→ PROMPT: Can the lines below, from the one that holds "has width=868, height=485." to the very end, be echoed exactly, with both ends included and no pictures?

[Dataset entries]
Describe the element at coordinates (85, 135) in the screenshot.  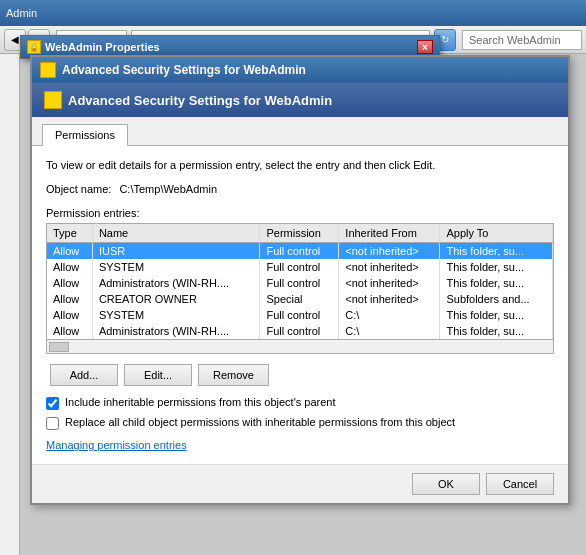
I see `tab-permissions-label: Permissions` at that location.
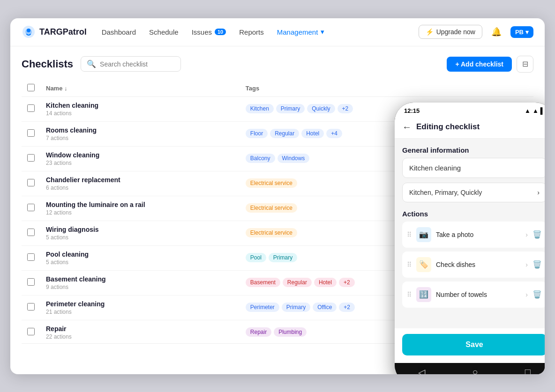 The height and width of the screenshot is (392, 555). What do you see at coordinates (473, 168) in the screenshot?
I see `checklist-name-input: Kitchen cleaning` at bounding box center [473, 168].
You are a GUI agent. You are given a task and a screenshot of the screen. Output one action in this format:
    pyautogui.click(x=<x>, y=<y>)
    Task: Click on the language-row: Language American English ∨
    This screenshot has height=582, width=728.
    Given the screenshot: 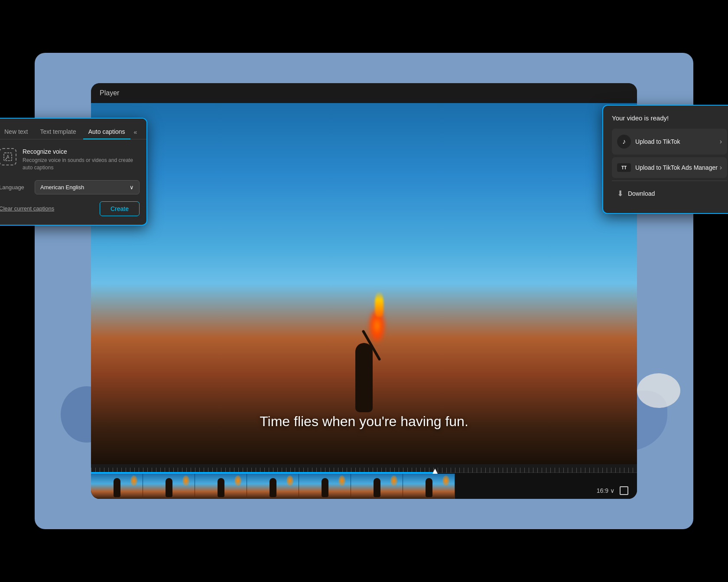 What is the action you would take?
    pyautogui.click(x=70, y=187)
    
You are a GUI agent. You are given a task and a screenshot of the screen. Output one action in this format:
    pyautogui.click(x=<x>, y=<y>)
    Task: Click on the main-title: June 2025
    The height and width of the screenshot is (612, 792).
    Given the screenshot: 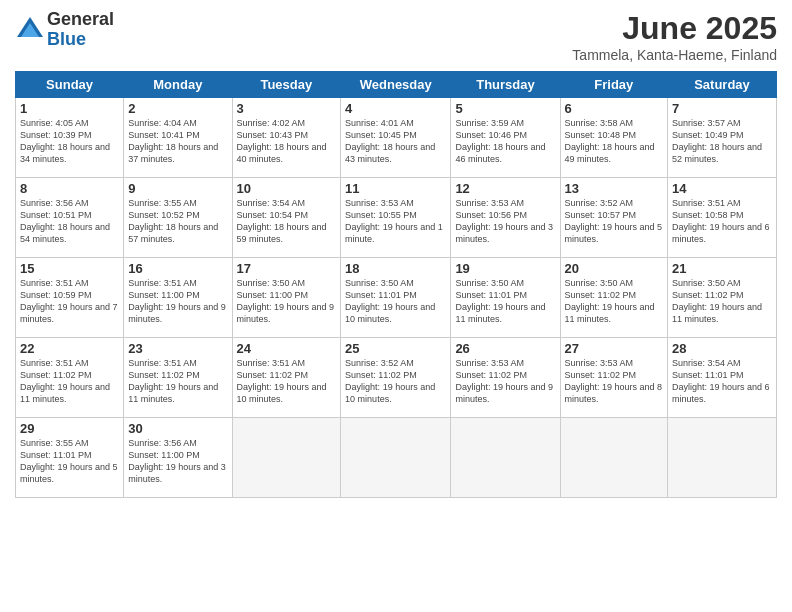 What is the action you would take?
    pyautogui.click(x=674, y=28)
    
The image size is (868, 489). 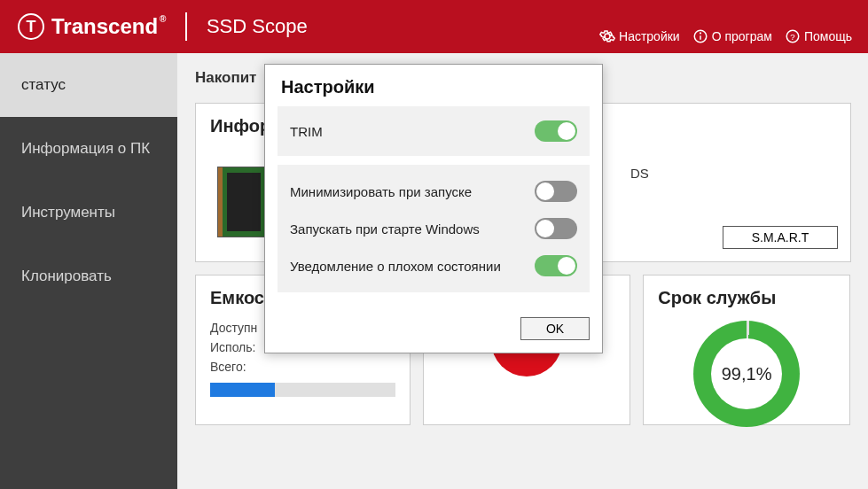 What do you see at coordinates (243, 390) in the screenshot?
I see `capacity-bar-fill` at bounding box center [243, 390].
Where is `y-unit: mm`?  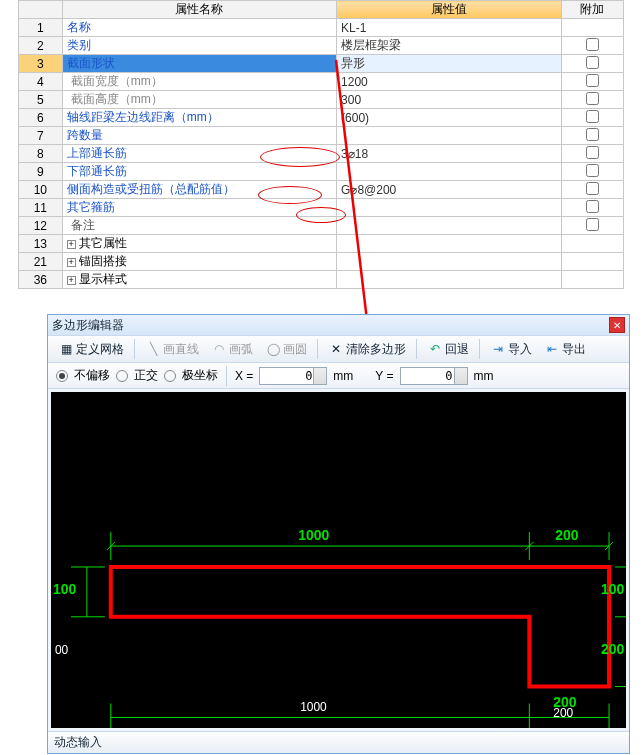
y-unit: mm is located at coordinates (484, 376).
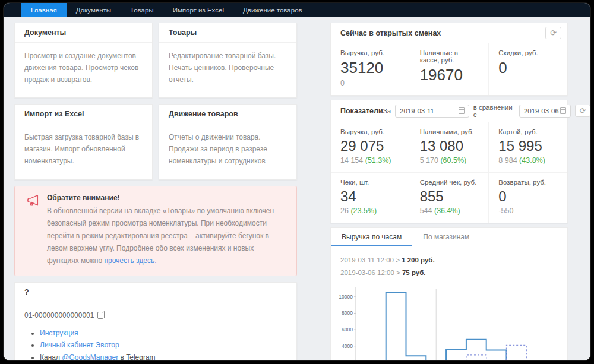 The width and height of the screenshot is (594, 364). I want to click on percent-change: (23.5%), so click(364, 211).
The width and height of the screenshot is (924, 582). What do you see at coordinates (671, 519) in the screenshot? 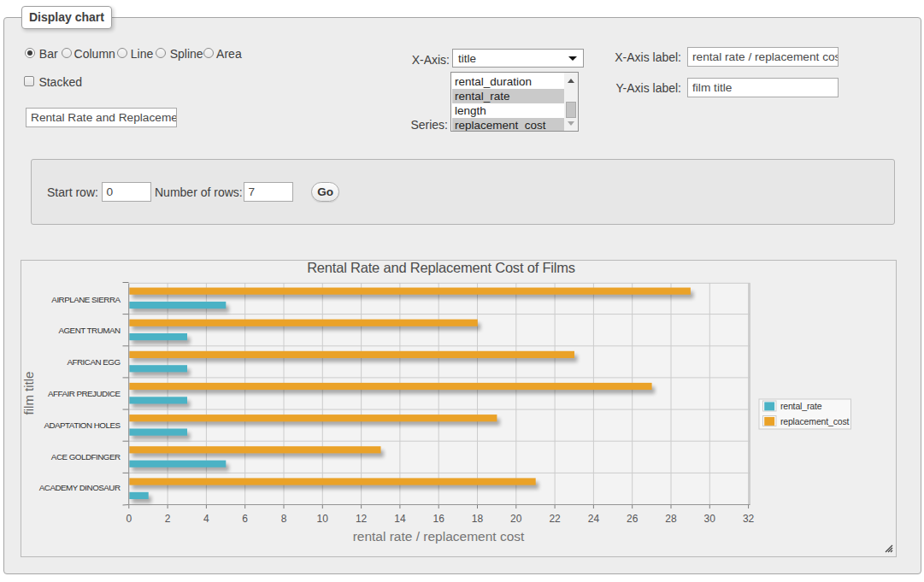
I see `svg-text: 28` at bounding box center [671, 519].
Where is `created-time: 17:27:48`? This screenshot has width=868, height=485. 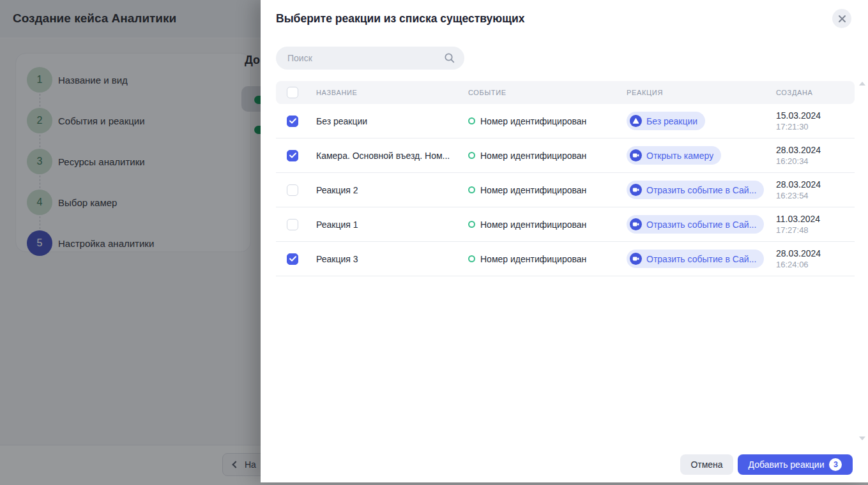
created-time: 17:27:48 is located at coordinates (792, 230).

→ REPLY:
Where is `created-time: 17:27:48`? This screenshot has width=868, height=485. 
created-time: 17:27:48 is located at coordinates (792, 230).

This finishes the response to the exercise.